Last year, on a crisp November day a week before Thanksgiving, I took a leisurely drive out to the country to buy my Christmas tree. I thought I was really something, so on top of things, so organized, so, well, perfect, and I enjoyed basking in my own glow all the way there.
Turns out, I wasn’t that early after all. The lot was a tad sparse but even so I found the perfect tree, they bundled it up for me, and it sat trussed up under my pergola like a petty thief in stocks, its feet in a bucket of ice water, until a week before Christmas.
I tell you all that to tell you this.
In the past four days I have heard of three different families who have already put up their Christmas trees. In their houses. With lights. You know, decorated.
One post on Facebook gave us a glimpse and the words, “The first of my trees is up.” It is an amazement to me that people have more than one tree. There is no judgment in that statement, I am just so disorganized or lazy or something that I think I am Mrs. Claus when I get just one set up, and even then, I don’t decorate the whole thing since it stands in a corner. So, multiple trees just buffaloes me.
But if ever there was a year, a time for early Christmas trees and sparkly lights and something to divert us, surely the year 2020 is it. I think about the scene in “Auntie Mame,” during the depression and she has just lost her temp job at Macy’s because her receipts book is such a mess.
She returns home, glum and worried, and convinces her little family they “need a little Christmas,” right now and she means right now. I think all those Christmas trees going up all over the place are testimony that we also need a little Christmas, right now, or at least something very much like it.
I don’t decorate much for the holidays, although last year I found some cool tin Christmas trees and angels at varying in height from one to three feet. They looked so great all nestled together in the shop, and the angels blowing their little horns, that I bought them all. And they look equally great on my hearth, and festive and happy and I spend about a total of three minutes setting it up.
That includes the trip to the basement, where they reside the rest of the year. Because I have a fresh tree and wait closer to Christmas to get it up, the tin trees are my nod to artificial. They hold me over until I drag the real tree in like a body rolled in a rug.
There are other things we can do as we prepare for the holidays and look for ways to stay calm and centered. I am not very good at ritual, and I don’t mean necessarily formal ritual, although I’m not very good at that, either. I am not even in the habit of returning the can opener to the same drawer after I use it.
In my line of work, though, I have participated in rituals on a fairly frequent basis. Workshops and self-awareness seminars often have an element of ritual to them. My Czech friends seem to be especially adept at ritual in the every day—the lighting of candles when they share even the simplest of meals, even gathering once a month for colleagues to celebrate the birthdays and a table laden with finger foods, and there, a pillar candle lit in the center.
I like ritual, admire it, am almost always moved by it, but self-conscious and insecure when it comes to creating rituals myself. But as the winter comes on, the virus continues, I find I’m drawn more and more to the notion of ritual. And what is the decorated Christmas tree, even in early November, but the physical embodiment of all sorts of ritual?
Therefore, gentle reader, I’m doing my bit. As soon as I finish up here with you, I am cleaning off my coffee table so I can light a candle without all that I own going up in flames. I just got off the phone with Zach, a very nice young man, who will deliver firewood on Thursday. I’m adding the fire pit to my winter ritual, too.
When I have a spare three minutes, I’ll bring my tin trees up from the basement.
Right now, and I mean right now.
Spot on! I always enjoy your articles.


> _Task goal_
Copy out the entries that follow, unchanged.

↓↓↓

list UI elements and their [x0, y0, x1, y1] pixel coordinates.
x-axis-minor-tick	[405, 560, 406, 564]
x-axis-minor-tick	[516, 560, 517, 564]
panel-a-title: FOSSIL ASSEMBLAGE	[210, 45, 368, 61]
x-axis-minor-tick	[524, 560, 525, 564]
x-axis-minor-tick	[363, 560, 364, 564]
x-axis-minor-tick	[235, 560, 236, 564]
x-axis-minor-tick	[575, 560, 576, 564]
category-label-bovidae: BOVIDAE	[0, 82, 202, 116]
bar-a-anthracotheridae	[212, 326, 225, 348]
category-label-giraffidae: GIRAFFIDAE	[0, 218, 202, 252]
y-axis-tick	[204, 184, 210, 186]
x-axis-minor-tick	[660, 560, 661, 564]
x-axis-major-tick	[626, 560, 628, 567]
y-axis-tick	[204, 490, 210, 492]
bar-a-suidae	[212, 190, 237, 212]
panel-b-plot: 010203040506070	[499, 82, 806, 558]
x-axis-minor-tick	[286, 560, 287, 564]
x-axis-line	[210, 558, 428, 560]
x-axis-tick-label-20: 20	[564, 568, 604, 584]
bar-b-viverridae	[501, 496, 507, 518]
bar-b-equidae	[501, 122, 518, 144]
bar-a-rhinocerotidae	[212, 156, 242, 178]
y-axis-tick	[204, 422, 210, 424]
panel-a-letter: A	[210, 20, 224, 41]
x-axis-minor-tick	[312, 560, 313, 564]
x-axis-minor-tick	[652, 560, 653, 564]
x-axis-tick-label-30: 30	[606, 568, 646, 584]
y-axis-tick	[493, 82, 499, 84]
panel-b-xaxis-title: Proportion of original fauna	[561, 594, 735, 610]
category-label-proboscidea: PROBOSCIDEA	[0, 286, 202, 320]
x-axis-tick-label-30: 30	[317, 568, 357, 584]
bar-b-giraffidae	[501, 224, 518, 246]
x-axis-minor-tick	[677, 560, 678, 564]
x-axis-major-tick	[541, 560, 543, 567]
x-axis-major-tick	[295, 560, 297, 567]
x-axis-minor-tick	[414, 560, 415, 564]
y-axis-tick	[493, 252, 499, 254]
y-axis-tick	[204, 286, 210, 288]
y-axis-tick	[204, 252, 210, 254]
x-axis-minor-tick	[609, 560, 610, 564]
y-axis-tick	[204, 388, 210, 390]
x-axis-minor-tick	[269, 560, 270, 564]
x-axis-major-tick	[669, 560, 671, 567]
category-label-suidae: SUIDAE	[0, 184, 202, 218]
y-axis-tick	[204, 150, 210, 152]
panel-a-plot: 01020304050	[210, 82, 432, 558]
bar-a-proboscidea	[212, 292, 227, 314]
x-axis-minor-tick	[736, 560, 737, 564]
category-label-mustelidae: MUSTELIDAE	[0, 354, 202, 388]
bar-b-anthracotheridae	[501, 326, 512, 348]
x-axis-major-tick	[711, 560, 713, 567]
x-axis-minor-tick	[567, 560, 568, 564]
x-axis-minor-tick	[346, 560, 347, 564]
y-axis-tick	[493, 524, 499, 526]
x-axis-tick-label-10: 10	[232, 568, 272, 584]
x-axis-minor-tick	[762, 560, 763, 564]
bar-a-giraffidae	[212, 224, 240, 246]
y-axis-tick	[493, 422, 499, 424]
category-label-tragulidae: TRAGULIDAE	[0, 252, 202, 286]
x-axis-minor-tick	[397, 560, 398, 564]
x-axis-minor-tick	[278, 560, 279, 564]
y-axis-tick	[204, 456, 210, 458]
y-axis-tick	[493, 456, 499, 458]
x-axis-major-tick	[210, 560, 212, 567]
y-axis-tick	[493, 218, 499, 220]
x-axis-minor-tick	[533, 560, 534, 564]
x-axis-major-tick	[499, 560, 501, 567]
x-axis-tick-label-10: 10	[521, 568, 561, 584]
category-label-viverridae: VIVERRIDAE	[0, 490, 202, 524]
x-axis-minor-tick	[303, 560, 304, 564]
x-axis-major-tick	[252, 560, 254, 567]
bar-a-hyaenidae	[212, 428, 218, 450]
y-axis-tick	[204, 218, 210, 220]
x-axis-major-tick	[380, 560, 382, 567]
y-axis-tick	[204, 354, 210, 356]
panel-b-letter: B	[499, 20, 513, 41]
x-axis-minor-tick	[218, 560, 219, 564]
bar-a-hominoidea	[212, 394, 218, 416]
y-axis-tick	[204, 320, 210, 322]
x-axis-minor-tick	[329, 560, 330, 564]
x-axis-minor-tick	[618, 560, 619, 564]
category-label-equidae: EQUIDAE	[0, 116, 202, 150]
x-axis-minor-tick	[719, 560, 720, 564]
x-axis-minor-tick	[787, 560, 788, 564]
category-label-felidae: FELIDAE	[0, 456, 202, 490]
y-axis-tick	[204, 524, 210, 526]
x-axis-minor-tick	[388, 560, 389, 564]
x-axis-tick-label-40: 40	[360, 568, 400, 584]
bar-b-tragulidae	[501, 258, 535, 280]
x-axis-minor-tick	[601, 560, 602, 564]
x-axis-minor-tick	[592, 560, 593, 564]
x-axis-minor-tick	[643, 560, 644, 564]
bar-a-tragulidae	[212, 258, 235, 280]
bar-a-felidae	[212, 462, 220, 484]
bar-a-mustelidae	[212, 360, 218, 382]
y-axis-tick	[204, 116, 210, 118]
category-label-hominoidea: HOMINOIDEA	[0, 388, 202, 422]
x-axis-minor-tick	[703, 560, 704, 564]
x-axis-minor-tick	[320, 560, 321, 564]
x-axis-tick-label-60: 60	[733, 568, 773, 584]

↑↑↑

> _Solution below_
list UI elements and their [x0, y0, x1, y1] pixel coordinates.
x-axis-minor-tick	[405, 560, 406, 564]
x-axis-minor-tick	[516, 560, 517, 564]
panel-a-title: FOSSIL ASSEMBLAGE	[210, 45, 368, 61]
x-axis-minor-tick	[524, 560, 525, 564]
x-axis-minor-tick	[363, 560, 364, 564]
x-axis-minor-tick	[235, 560, 236, 564]
x-axis-minor-tick	[575, 560, 576, 564]
category-label-bovidae: BOVIDAE	[0, 82, 202, 116]
bar-a-anthracotheridae	[212, 326, 225, 348]
category-label-giraffidae: GIRAFFIDAE	[0, 218, 202, 252]
y-axis-tick	[204, 184, 210, 186]
x-axis-minor-tick	[660, 560, 661, 564]
x-axis-major-tick	[626, 560, 628, 567]
y-axis-tick	[204, 490, 210, 492]
bar-a-suidae	[212, 190, 237, 212]
panel-b-plot: 010203040506070	[499, 82, 806, 558]
x-axis-minor-tick	[286, 560, 287, 564]
x-axis-line	[210, 558, 428, 560]
x-axis-tick-label-20: 20	[564, 568, 604, 584]
bar-b-viverridae	[501, 496, 507, 518]
bar-b-equidae	[501, 122, 518, 144]
bar-a-rhinocerotidae	[212, 156, 242, 178]
y-axis-tick	[204, 422, 210, 424]
panel-a-letter: A	[210, 20, 224, 41]
x-axis-minor-tick	[312, 560, 313, 564]
x-axis-minor-tick	[652, 560, 653, 564]
x-axis-tick-label-30: 30	[606, 568, 646, 584]
y-axis-tick	[493, 82, 499, 84]
panel-b-xaxis-title: Proportion of original fauna	[561, 594, 735, 610]
category-label-proboscidea: PROBOSCIDEA	[0, 286, 202, 320]
x-axis-tick-label-30: 30	[317, 568, 357, 584]
bar-b-giraffidae	[501, 224, 518, 246]
x-axis-minor-tick	[677, 560, 678, 564]
x-axis-major-tick	[541, 560, 543, 567]
x-axis-major-tick	[295, 560, 297, 567]
x-axis-minor-tick	[414, 560, 415, 564]
y-axis-tick	[493, 252, 499, 254]
y-axis-tick	[204, 286, 210, 288]
y-axis-tick	[204, 252, 210, 254]
x-axis-minor-tick	[609, 560, 610, 564]
y-axis-tick	[204, 388, 210, 390]
x-axis-minor-tick	[269, 560, 270, 564]
x-axis-major-tick	[669, 560, 671, 567]
category-label-suidae: SUIDAE	[0, 184, 202, 218]
y-axis-tick	[204, 150, 210, 152]
panel-a-plot: 01020304050	[210, 82, 432, 558]
bar-a-proboscidea	[212, 292, 227, 314]
x-axis-minor-tick	[736, 560, 737, 564]
category-label-mustelidae: MUSTELIDAE	[0, 354, 202, 388]
bar-b-anthracotheridae	[501, 326, 512, 348]
x-axis-major-tick	[711, 560, 713, 567]
x-axis-minor-tick	[567, 560, 568, 564]
x-axis-minor-tick	[346, 560, 347, 564]
y-axis-tick	[493, 524, 499, 526]
x-axis-tick-label-10: 10	[232, 568, 272, 584]
x-axis-minor-tick	[762, 560, 763, 564]
bar-a-giraffidae	[212, 224, 240, 246]
y-axis-tick	[493, 422, 499, 424]
category-label-tragulidae: TRAGULIDAE	[0, 252, 202, 286]
x-axis-minor-tick	[397, 560, 398, 564]
x-axis-minor-tick	[278, 560, 279, 564]
y-axis-tick	[204, 456, 210, 458]
y-axis-tick	[493, 456, 499, 458]
x-axis-major-tick	[210, 560, 212, 567]
y-axis-tick	[493, 218, 499, 220]
x-axis-minor-tick	[533, 560, 534, 564]
x-axis-major-tick	[499, 560, 501, 567]
x-axis-tick-label-10: 10	[521, 568, 561, 584]
category-label-viverridae: VIVERRIDAE	[0, 490, 202, 524]
x-axis-minor-tick	[303, 560, 304, 564]
x-axis-major-tick	[252, 560, 254, 567]
bar-a-hyaenidae	[212, 428, 218, 450]
y-axis-tick	[204, 218, 210, 220]
x-axis-major-tick	[380, 560, 382, 567]
y-axis-tick	[204, 354, 210, 356]
panel-b-letter: B	[499, 20, 513, 41]
x-axis-minor-tick	[218, 560, 219, 564]
bar-a-hominoidea	[212, 394, 218, 416]
y-axis-tick	[204, 320, 210, 322]
x-axis-minor-tick	[329, 560, 330, 564]
x-axis-minor-tick	[618, 560, 619, 564]
category-label-equidae: EQUIDAE	[0, 116, 202, 150]
x-axis-minor-tick	[719, 560, 720, 564]
x-axis-minor-tick	[787, 560, 788, 564]
category-label-felidae: FELIDAE	[0, 456, 202, 490]
y-axis-tick	[204, 524, 210, 526]
x-axis-minor-tick	[388, 560, 389, 564]
x-axis-tick-label-40: 40	[360, 568, 400, 584]
bar-b-tragulidae	[501, 258, 535, 280]
x-axis-minor-tick	[601, 560, 602, 564]
x-axis-minor-tick	[592, 560, 593, 564]
x-axis-minor-tick	[643, 560, 644, 564]
bar-a-tragulidae	[212, 258, 235, 280]
bar-a-felidae	[212, 462, 220, 484]
bar-a-mustelidae	[212, 360, 218, 382]
y-axis-tick	[204, 116, 210, 118]
category-label-hominoidea: HOMINOIDEA	[0, 388, 202, 422]
x-axis-minor-tick	[703, 560, 704, 564]
x-axis-minor-tick	[320, 560, 321, 564]
x-axis-tick-label-60: 60	[733, 568, 773, 584]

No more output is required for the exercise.